Some parts of daily life seem so natural, benign, and commonplace that we don’t consider them to be as awful as they really are. Perhaps we so easily believe something is right, just because it has always been so. Take for example, circumcision.

Male circumcision

To be clear, I’m referring to male circumcision here, and circumcision performed outside of a medical necessity.

For many years, I considered being circumcised, and the act of circumcision, to be relatively benign. It’s ubiquitous, it’s commonplace. I’ve not heard a man complain, nor sue his parents, because of it.

Really though, circumcision is a form of genital mutilation forced upon children.

I read words to that effect a few years ago, and it made me stop in my tracks. Oh. I’d never thought of it like that.

It’s generally children that are circumcised, babies even. It’s forced — probably by a parent or church, carried out by the scalpel of a surgeon if you’re lucky. It’s forced in the sense that the child doesn’t have a say, is not informed or asked for consent. It’s a genital mutilation — an act that removes flesh from the body — yet one that doesn’t appear to be a mutilation because it’s so commonplace.

Years ago one of my friends expressed revulsion at an interesting fellow with a nose ring. I clearly remember thinking that my friend was a little confused — could he not see all the women around him that had earrings? Somehow the one piercing of flesh had become some commonplace that he no longer saw it for what it was.

Why

Why are parents so happy to have their children circumcised? There’s no malice. Rather, it’s probably because of what everyone else was doing, it’s what because of what their culture has led them to believe was the appropriate thing; recently perhaps because they thought there was a health benefit — though even that is in serious doubt.

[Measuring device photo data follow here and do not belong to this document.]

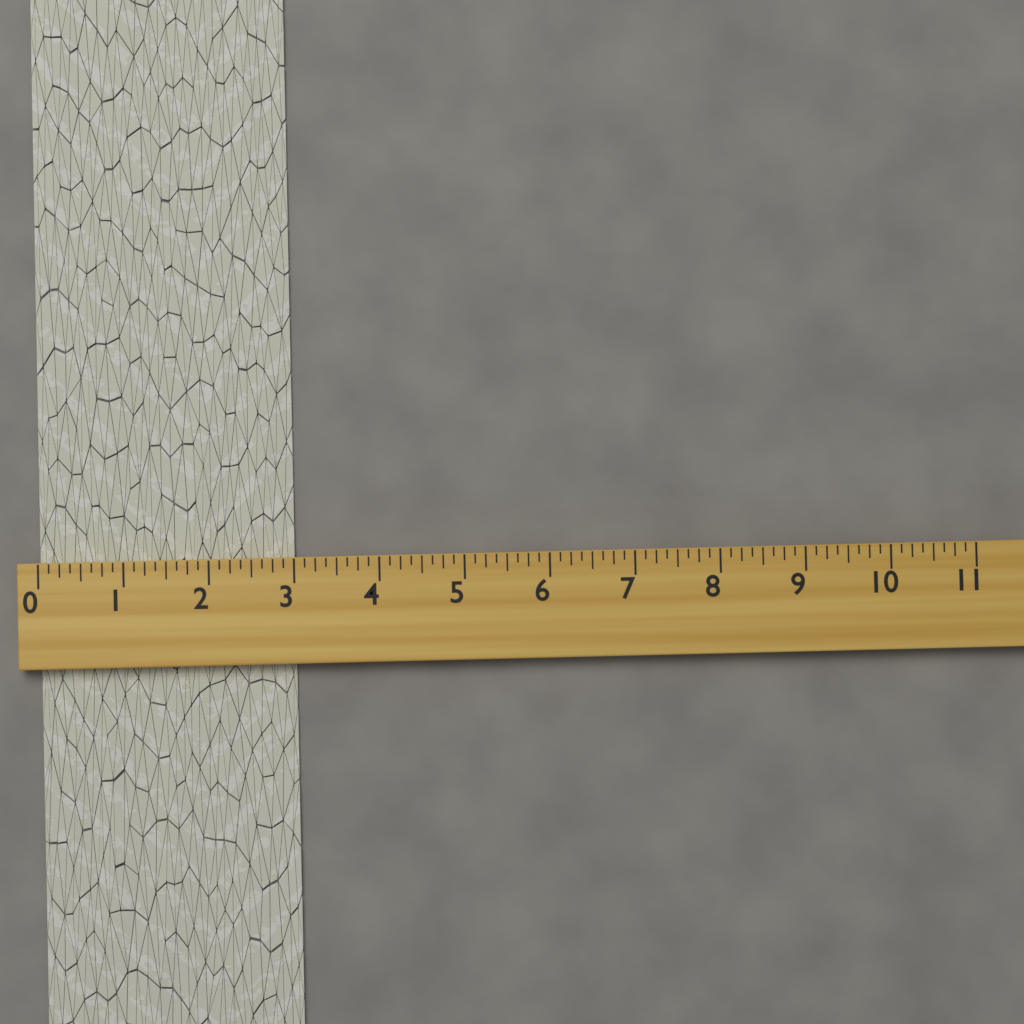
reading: 3.000 (no unit)
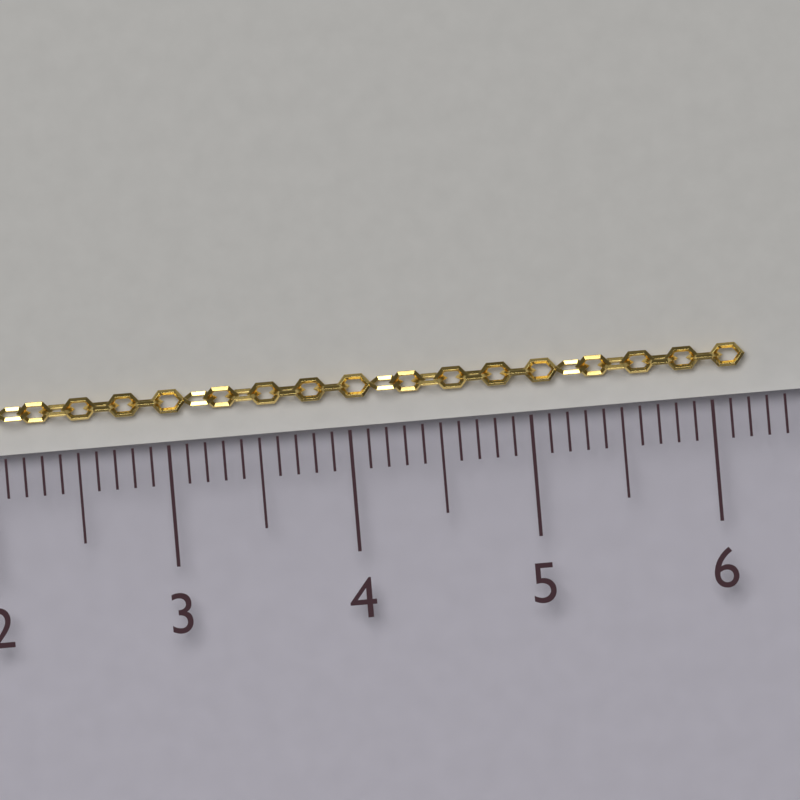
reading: 6.2 cm
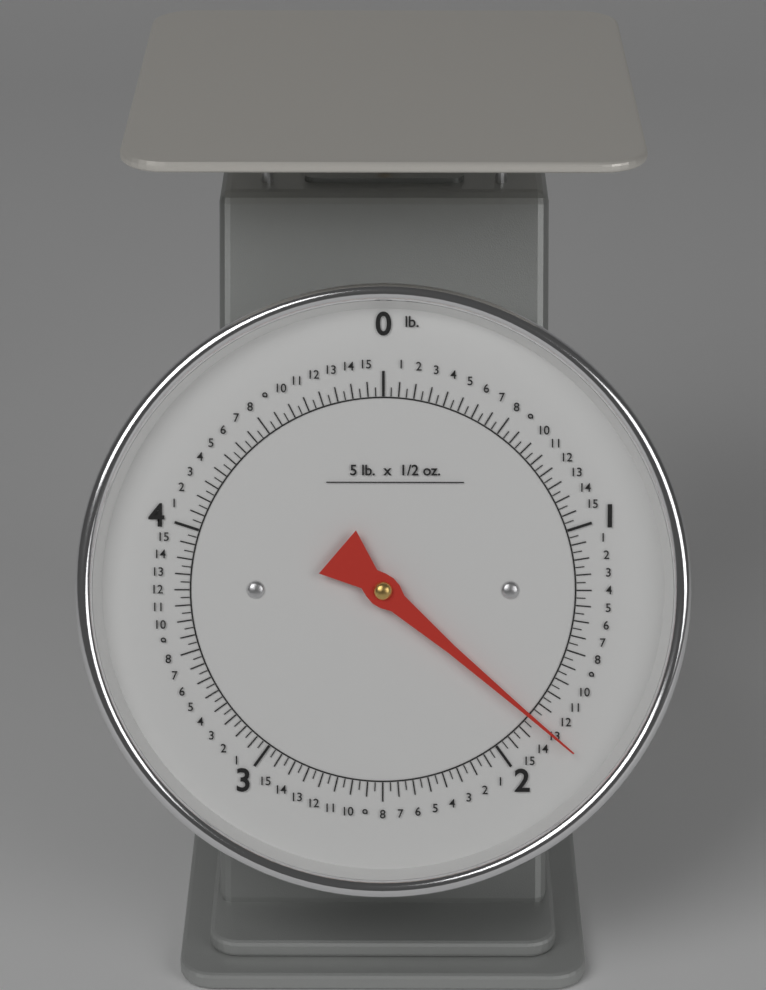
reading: 1.81250 lb
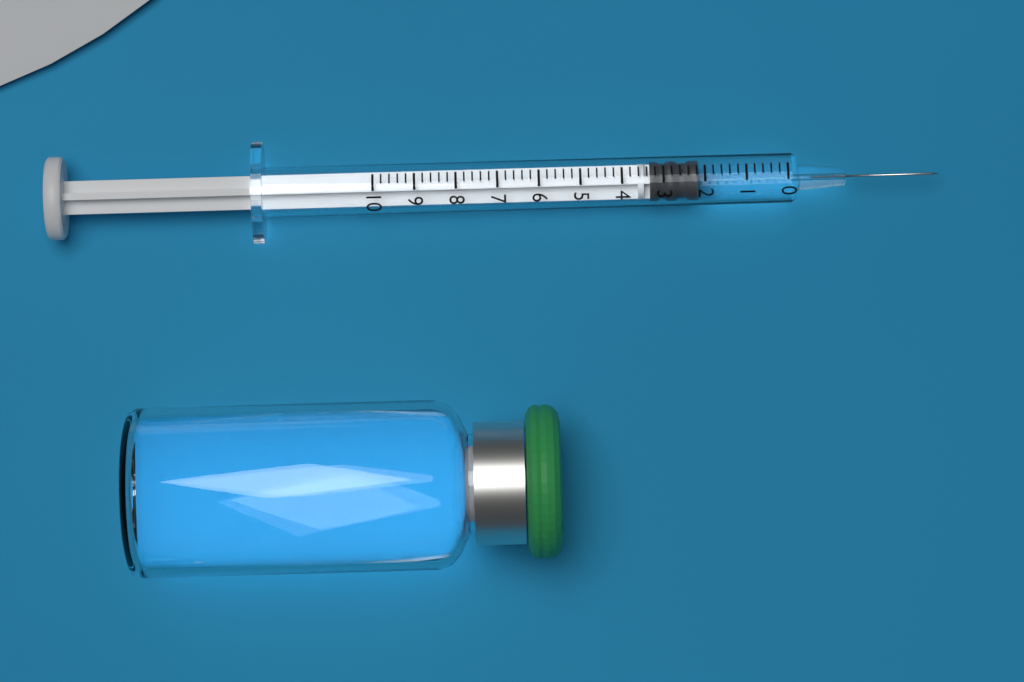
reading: 2.2 (no unit)
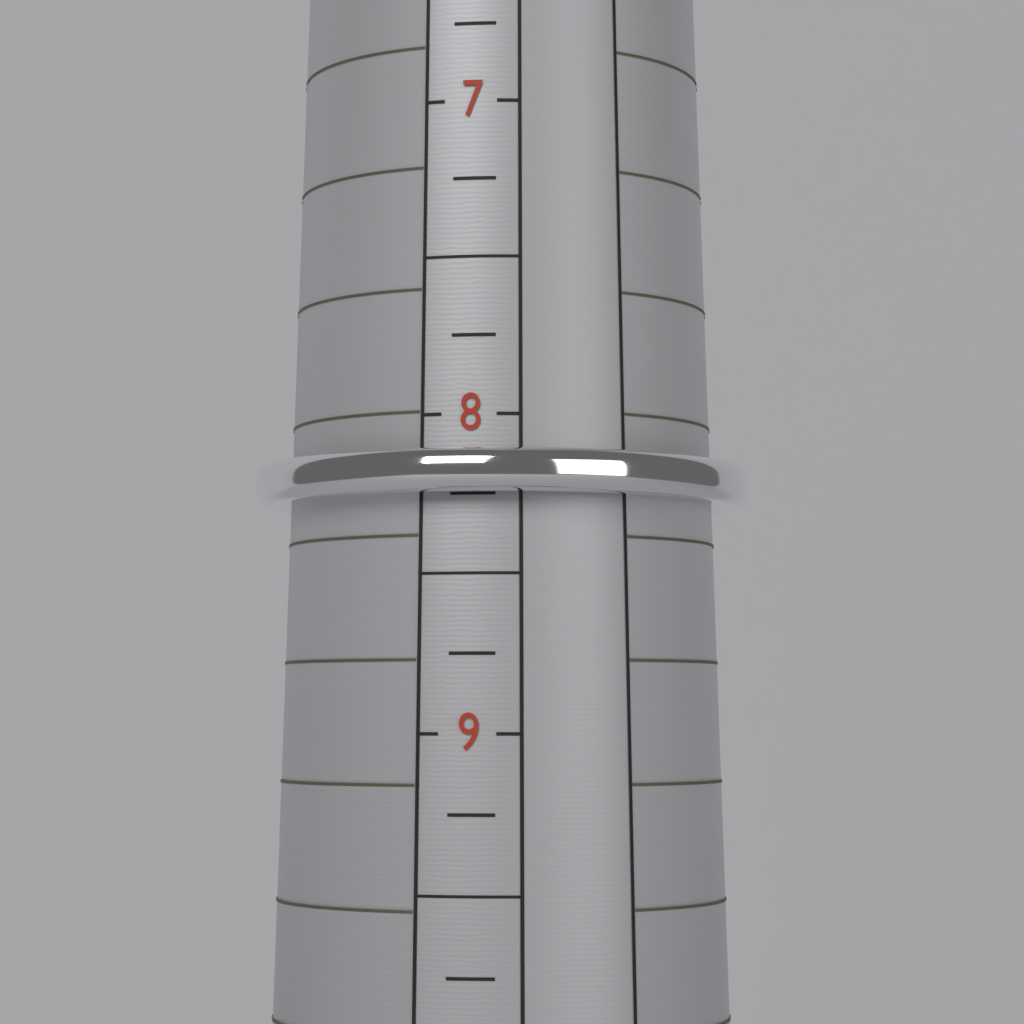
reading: 8.25 (no unit)
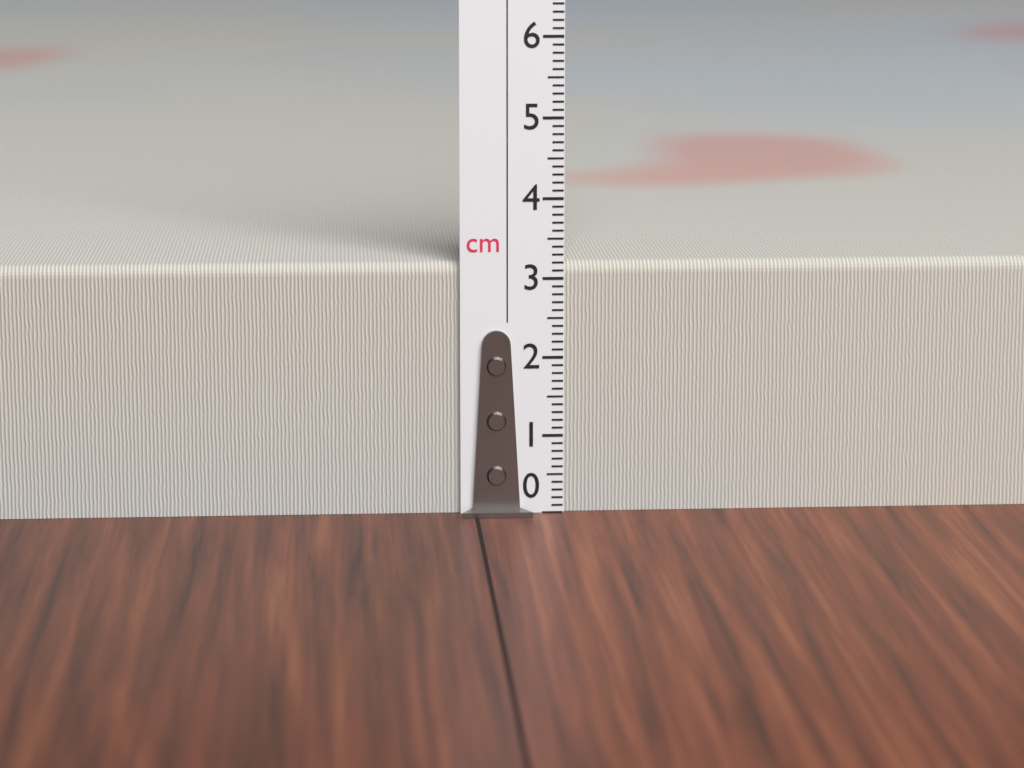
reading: 3.2 cm
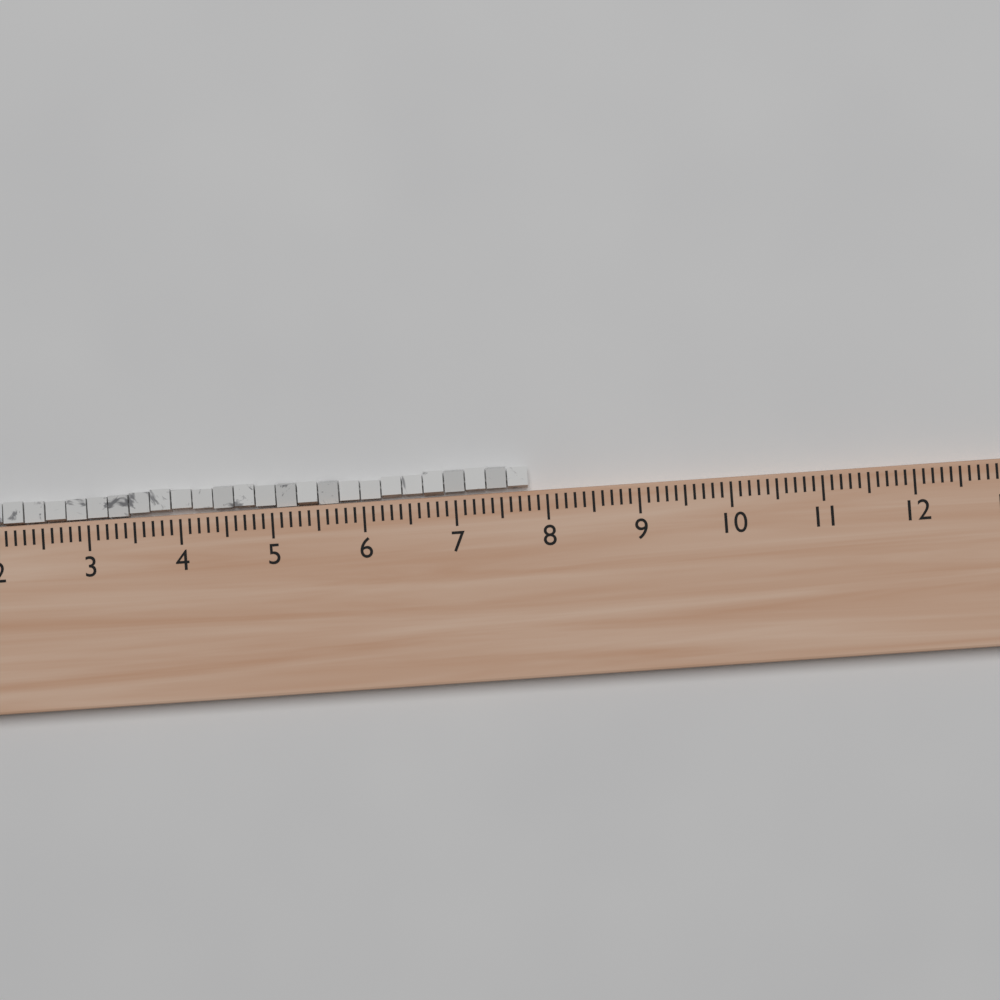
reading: 7.8 (no unit)
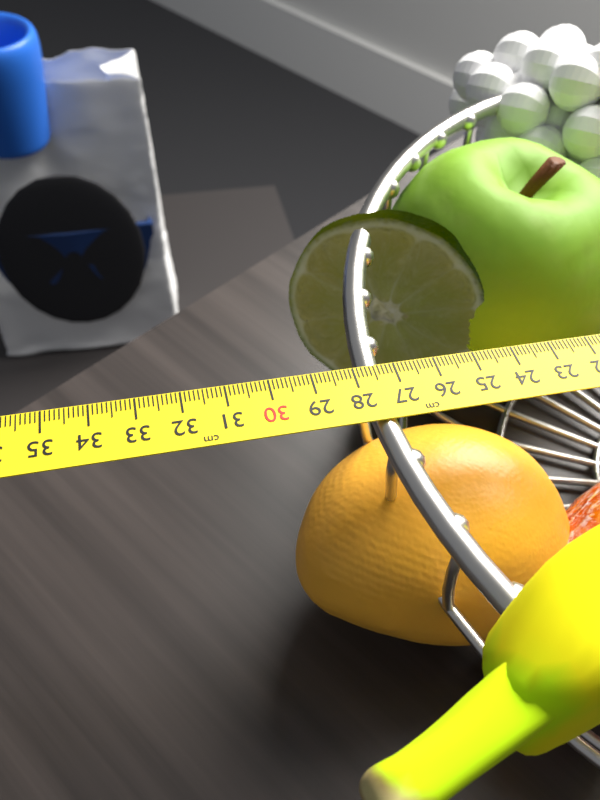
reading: 27.9 cm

Primarily though, it’s probably because of what a religion has ordained, for example the Jewish brit milah or the Muslim Khitan — or the cultural momentum of those religions.

The Germans

A German court has recently ruled that circumcision is grievous bodily harm. According to the ruling:

the fundamental right of the child to bodily integrity outweighs the fundamental rights of the parents

It’s unfortunately not yet law, but it makes a lot of sense. It feels very much like the correct and moral stance to take. And it’s progressive — few countries, if any, ban circumcision because of the power of religious bodies.

Unsurprisingly, there are many religious parties that object, calling it an intrusion on religious freedom, believing that their culture, their beliefs, trump the bodily integrity of children.

Change

I wonder whether the average man on the street being exposed to thinking about circumcision as bodily harm would agree, would continue to condone it, or would simply move on? Or would they be swayed by their culture — unthinkingly — because it’s commonplace. Would they consider the truth, or would they simply take it as an affront on their identity, their tribe, their religion?

Or perhaps it’s just actually about thinking. We can’t consider everything, and we blindingly just take some things as accepted, as truths, based on cues, on actions of those around us. What’s commonplace is unthinkingly right.